As well as courses on ancient theater and culture, Rehm teaches courses on contemporary politics, the media, and U.S. imperialism. Rush received the Dinkelspiel Award for outstanding service to undergraduates in 2014.
JANICE ROSS | Professor Emerita
JROSS@STANFORD.EDU
Professor Emerita, Dance Studies, Dance History, Dance in Prisons. Former Professor in the Department of Theater and Performance Studies and Founding Faculty Director of ITALIC, Immersion In The Arts Living In Culture, freshman residential program. She has a BA with Honors from UC Berkeley and MA and PhD degrees from Stanford. Her newest book, The Choreography of Environments: How the Anna and Lawrence Halprin Home Transformed Contemporary Dance and Urban Design, is forthcoming from Oxford University Press in 2025. Her other books include Like a Bomb Going Off: Leonid Yakobson and Ballet as Resistance in Soviet Russia (Yale University Press, 2015). The Russian translation of Like A Bomb was published in 2024 by Academic Studies Press (Boston, USA/Moscow, Russia). Anna Halprin: Experience as Dance, (University of California Press 2007/2009 paper), winner of a de la Torre Bueno Award 2008 Special Citation, San Francisco Ballet at 75 (Chronicle Books 2007) and Moving Lessons: The Beginning of Dance in American Education, (University of Wisconsin 2001/UPF 2021 second edition). She is co-editor, with Susan Manning and Rebecca Schneider, of Futures of Dance Studies, (University of Wisconsin Press, 2020).

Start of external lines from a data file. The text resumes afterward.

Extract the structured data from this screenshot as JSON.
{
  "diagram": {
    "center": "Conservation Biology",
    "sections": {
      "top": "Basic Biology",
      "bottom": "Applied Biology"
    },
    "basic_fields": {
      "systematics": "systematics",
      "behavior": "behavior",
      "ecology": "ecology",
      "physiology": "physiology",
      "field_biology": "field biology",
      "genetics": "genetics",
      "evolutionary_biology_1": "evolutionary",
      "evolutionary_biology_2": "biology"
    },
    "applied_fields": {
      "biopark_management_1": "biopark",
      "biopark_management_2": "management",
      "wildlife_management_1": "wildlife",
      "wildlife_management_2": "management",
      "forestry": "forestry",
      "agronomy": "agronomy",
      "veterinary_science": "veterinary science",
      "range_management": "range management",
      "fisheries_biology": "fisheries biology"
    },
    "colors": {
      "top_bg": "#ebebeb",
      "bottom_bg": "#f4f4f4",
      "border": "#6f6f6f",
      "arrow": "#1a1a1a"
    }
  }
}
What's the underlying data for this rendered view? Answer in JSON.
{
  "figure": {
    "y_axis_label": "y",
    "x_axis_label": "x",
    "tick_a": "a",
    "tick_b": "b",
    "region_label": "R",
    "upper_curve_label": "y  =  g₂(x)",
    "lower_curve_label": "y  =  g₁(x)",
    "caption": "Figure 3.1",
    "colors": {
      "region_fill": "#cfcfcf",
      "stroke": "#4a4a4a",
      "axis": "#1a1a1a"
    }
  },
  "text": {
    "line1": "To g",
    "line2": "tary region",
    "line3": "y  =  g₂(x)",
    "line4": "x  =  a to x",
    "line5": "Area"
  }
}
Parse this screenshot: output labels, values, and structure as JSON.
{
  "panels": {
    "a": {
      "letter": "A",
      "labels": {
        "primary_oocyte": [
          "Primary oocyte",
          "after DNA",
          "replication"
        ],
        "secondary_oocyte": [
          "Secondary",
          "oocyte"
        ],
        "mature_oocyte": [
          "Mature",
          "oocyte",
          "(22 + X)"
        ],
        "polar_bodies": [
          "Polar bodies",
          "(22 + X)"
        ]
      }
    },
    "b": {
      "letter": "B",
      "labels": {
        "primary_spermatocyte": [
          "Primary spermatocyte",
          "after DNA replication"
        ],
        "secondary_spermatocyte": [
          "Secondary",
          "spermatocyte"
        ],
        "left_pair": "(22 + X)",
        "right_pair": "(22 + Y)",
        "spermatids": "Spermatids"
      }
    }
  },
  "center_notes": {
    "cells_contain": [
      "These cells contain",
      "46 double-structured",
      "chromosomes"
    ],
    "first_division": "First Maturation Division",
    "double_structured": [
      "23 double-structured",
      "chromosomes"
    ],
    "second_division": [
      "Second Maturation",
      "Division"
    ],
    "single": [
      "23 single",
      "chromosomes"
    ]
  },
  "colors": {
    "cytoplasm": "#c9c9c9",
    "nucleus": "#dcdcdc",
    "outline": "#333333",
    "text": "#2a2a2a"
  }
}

Her essays on dance have been published in numerous anthologies including The Articulate Body, ed. Lynn Brooks, (University Press of Florida, 2024), The Oxford Handbook of Contemporary Ballet, (Oxford University Press, 2021), The Oxford Handbook of Dance Improvisation, Ed.V. Midgelow, (Oxford University Press 2019), On Stage Alone, ed. Claudia Gittleman, (Univ. of Florida Press, 2012), Dignity in Motion: Dance, Human Rights and Social Justice, ed. by Naomi Jackson (Scarecrow Press 2008), Perspectives on Israeli and Jewish Dance, ed. Judith Brin Ingber, (Wayne State University Press, 2008), Performance and Ritual, edited by Mark Franco (Routledge 2007), Everything Was Possible (Re) Inventing Dance in the 1960s, edited by Sally Banes (University of Wisconsin Press 2003), Caught by Surprise: Essays on Art and Improvisation, edited by Ann Cooper Albright and David Gere (Wesleyan University press 2003).

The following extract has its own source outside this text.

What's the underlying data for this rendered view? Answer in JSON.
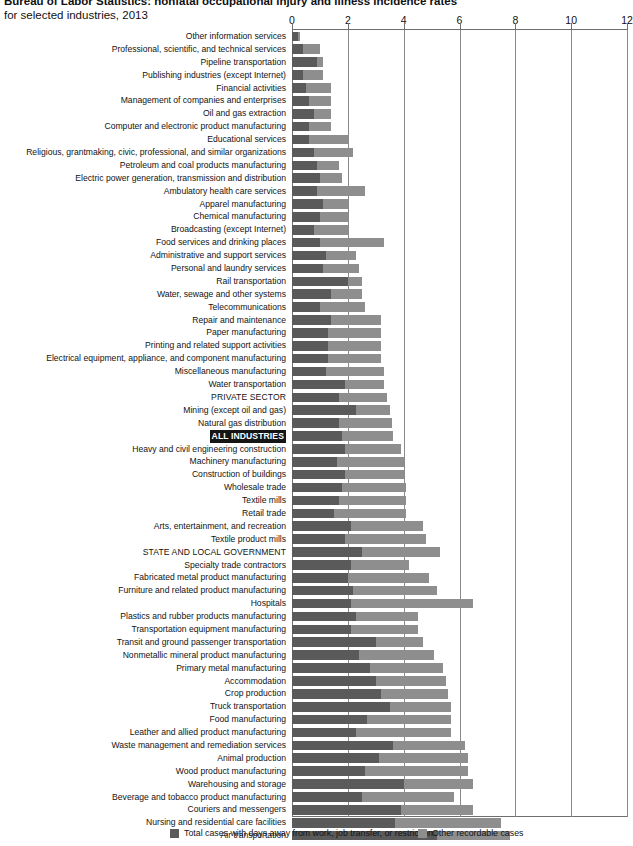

Her awards include Guggenheim and Fulbright Fellowships, two Stanford Humanities Center Fellowships, a 2022 Bogliasco Foundation Fellowship, Italy, NYU Center for Ballet and the Arts 2018-19 Fellowship, research grants from the Iris Litt Fund of the Clayman Institute for Research on Women and Gender, the Memorial Foundation for Jewish Culture, a Jacobs’ Pillow Research Fellowship, and a fellowship from the Djerassi Resident Artists Program. She received the 2021-2022 Dean’s Award for Distinguished Teaching at Stanford, and in 2022 she was named an Honorary Fellow of the Jerusalem Academy of Music and Dance, Israel. From 2012-2018 she was co-director, with Susan Manning and Rebecca Schneider, of the Mellon Foundation Initiative, Dance Studies in/and The Humanities. She is past President of the international Society of Dance History Scholars and past President of the Dance Critics Association and a former delegate to the American Council of Learned Societies.